3 Magic Tricks for Making Your Product Descriptions GLISTEN—And Your Sales Soar ?

WRITERS WILL BE PAID LIKE DOCTORS.

I’ve been predicting this for a long time, in part because I’m a creepy writer monster, but also in part because I’ve been watching the internet carefully for eleventy hundred years, now, and I saw the direction it was going: words are business FUEL—and businesses need more fuel now than ever.

Glug, glug, chumpy chomper!

(What is a chumpy chomper, you ask? A snooty, well-manicured man wearing light blue Tommy Bahama shorts with little whales all over them, obviously.)

Now that prediction has just been accelerated by 500,000,000%. Now that we’ve all been forced into one giant room online, rather than many separate meeting rooms happening in buildings across the world, all business is happening online: which means that companies need to get much better at selling online.

I started writing to you about this earlier this week, but had to do a couple of make-up sessions of my “How to Create and Sell Your First Online Workshop” workshop (very meta), SO ALAS, I’m sending this missive along now because:

(a) For my writer friends out there, your career is about to take off.

(b) For my non-writers friends out there—by which I mean anyone who doesn’t fashion themselves a writer but writes anyway because business demands it (hello sales pages and emails and Instagram posts!)—your career is about to take off, too…so long as you learn how to sell with your words.

Right now, there is no in-person schmoozing, networking, wheeling, dealing. There are no stores to walk into. There are no sales happening OUTSIDE of the internet, right now.

So the only way that anything’s going to sell right now?

Is because of words on a screen.

So a few helpful pieces of wisdom if you’re relying on words more than ever to sell your ideas, your services, your products, your business?

  1. Selling is not about your product. It’s about the person who needs it.

    Try selling a baseball to your 7-year-old kid. Then try selling one to your 70-year-old aunt. You’re going to take two very different approaches, right? This is only natural. And yet, the minute you hop online to sell something, everyone’s like, “I’M GOING TO SAY THE ONE THING THAT WILL APPEAL TO EVERYONE!” As if that were a thing. You’ve only got two choices here: figure out whether you’re selling a baseball to a 7-year-old or a 70-year-old. Or, sell it to both, but do it on two separate pages.

  2. Less description. More prescription.

    Let’s test it out. If I tell you that it took me 100 hours to make a course on bowling, and inside the course comes twelve modules, and each module is three hours long, and you’re also going to get a million-page PDF, and there are all of these bonus FAQs, am I really whetting your whistle over here? GUESSING I’M NOT—yawn, yawn. Do not lead with these types of details, because other people care about that as much as you just did there. These are logic-based details that come later. But front and center? Less description, more prescription. AKA, you need this course if: (a) Your ball is constantly going in the gutter (despite your best attempt to aim straight—what gives?!); (b) You aren’t sure which is better: a heavy ball, or a light ball (and when should you use each?); (c) Your fingers keep getting stuck in the holes when you try to throw the damn thing (hint: there’s a tactical reason you want them to be much bigger than you’d guess!); (d) You want to learn how to do fancy things, like make it spin all fancy and curve at the last minute so you can actually go on a date and not embarrass yourself.

  3. Curiosity didn’t kill the cat: it made the cat rich and then she faked her own death and sailed off on a yacht in the Mediterranean with Johnny Depp.

    Notice in the prescription above, I didn’t just plainly say: (a) Learn how to throw your bowling ball straight; (b) Pick the right weight bowling ball; (c) Discover the difference between large holes and small holes; (d) Learn how to throw a spinner ball. (Assuming “spinner ball” is what the bowling crowd calls it? HAHA.) This is a common mistake: just telling people what they’ll learn / accomplish / get / know / do. And that’s great if you aren’t intent on actually selling anything. But if you are? You’ve got to use words to compel. You’ve got to make your customers actually curious! Don’t just tell them what they’ll know afterward; show them all the things they DON’T know. Illuminating all the things a person doesn’t know they don’t know is one of the most important pieces of any sales page—so don’t leave home without it, kid. [Insert me winking like a 1950’s television ad man.]

Whip those words into shape, babies—now is the time when it matters more than ever. Your online presence IS your presence.

And whatever you’re saying on your website?

Damn well better be just as smart as talking to you in person.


▶ _DIRECTIONS_: Below this line is the material. Write out only its lines from the one containing "The height and width of the screenshot is (1192, 707)." through the one containing "In order to click", both kept, exactly.

▶ _DATA SECTION_:
- - - - - - -

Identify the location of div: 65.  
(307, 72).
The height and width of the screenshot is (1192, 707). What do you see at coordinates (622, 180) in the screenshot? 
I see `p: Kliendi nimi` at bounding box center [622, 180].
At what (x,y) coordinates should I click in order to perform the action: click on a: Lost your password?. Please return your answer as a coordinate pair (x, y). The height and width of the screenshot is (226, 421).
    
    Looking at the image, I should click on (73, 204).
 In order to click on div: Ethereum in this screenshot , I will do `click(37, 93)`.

- - - - - - -

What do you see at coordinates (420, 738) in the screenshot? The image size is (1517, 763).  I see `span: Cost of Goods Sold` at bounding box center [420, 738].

- - - - - - -

▶ _TASK RESULT_:
The height and width of the screenshot is (1192, 707). What do you see at coordinates (622, 180) in the screenshot? 
I see `p: Kliendi nimi` at bounding box center [622, 180].
At what (x,y) coordinates should I click in order to perform the action: click on a: Lost your password?. Please return your answer as a coordinate pair (x, y). The height and width of the screenshot is (226, 421).
    
    Looking at the image, I should click on (73, 204).
 In order to click on div: Ethereum in this screenshot , I will do `click(37, 93)`.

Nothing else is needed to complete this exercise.